Grammar Gazette- Issue 1, 2012
Caring for the mental wellbeing of teenage girls
Physically healthier than ever before, Australian youth are suffering from increasing rates of mental health issues. The incidence of mental health disorders in young people is now well documented and is shown to be the highest of any age group. The question may be asked, are young people becoming more emotional or are we simply recognising it more?
The developmental stage of adolescence presents many challenges including identity development, emerging sexuality, separating from parents, and making decisions for the first time, along with significant physical, intellectual, and hormonal changes. These stresses can present differently
Professor Patrick McGorry, who is a leading expert in the field of mental health and was the 2010 Australian of the Year, believes our current generation of young people are precariously walking a tightrope with an inadequate safety net below them. He challenges the notion that our society is over-medicalising its response to the mental health of young people and asserts that as little as thirteen per cent of young men and only thirty-one per cent of young women are accessing the care they need (Sawyer et al., 2000). Meaning thousands of young people who are struggling with mental health issues are falling through the gaps. I was privileged to listen to Professor McGrorry at the annual School Counsellors and Psychologists Conference in Melbourne towards the end of last year. Stretching over two days, this conference covered a breadth of topics including self harm, school shootings, childhood obesity, bullying, computer based treatments for anxiety, and the neurobiology of addiction. The varied topics and calibre of presenters involved indicates the emergence and significance of the school counsellor/psychologist’s role in education. Professor McGorry recommends that young people should have the same access to quality care for mental illness as for physical illness and that the age of onset of mental health issues should be the key parameter in structuring services.

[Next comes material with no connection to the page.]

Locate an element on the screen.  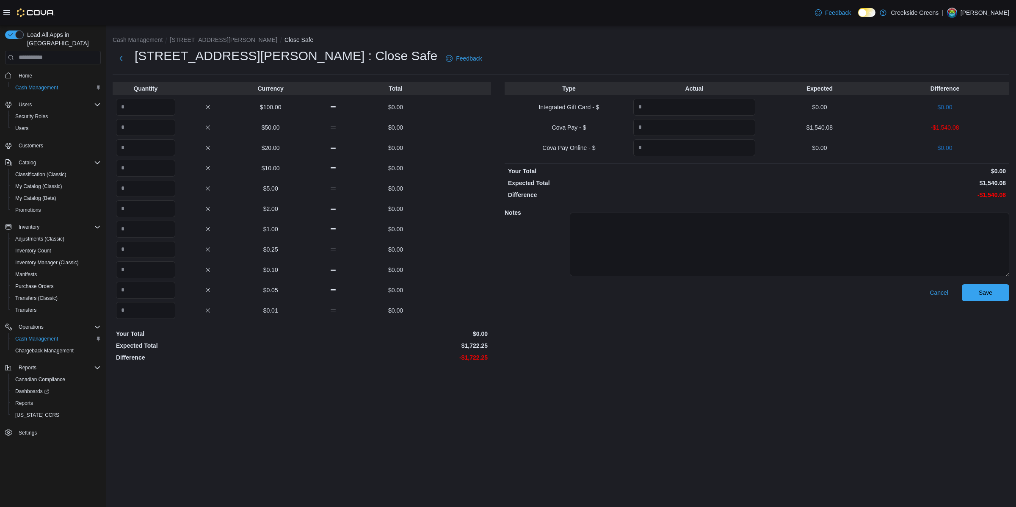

He believes that a twenty-first century approach to mental health means that responses to mental illness from family, friends, workmates and health
from boys to girls. Studies demonstrate that teenage girls have considerably higher rates of depression, anxiety disorders, eating disorders, and adjustment disorders than teenage boys, who have higher rates of disruptive behaviour disorders (beyondblue, 2010). Although most young people will weather this developmental stage, it is important to recognise that the majority of anxiety and mood disorders first emerge during this period. In fact, seventy five per cent of all mental health disorders have surfaced by the age of 25 years, and the Australia’s Health 2010 report indicated that mental health disorders accounted for half the burden of disease for young people. Nine per cent of primary school aged children and twenty-six per cent of adolescents experience a mental health issue.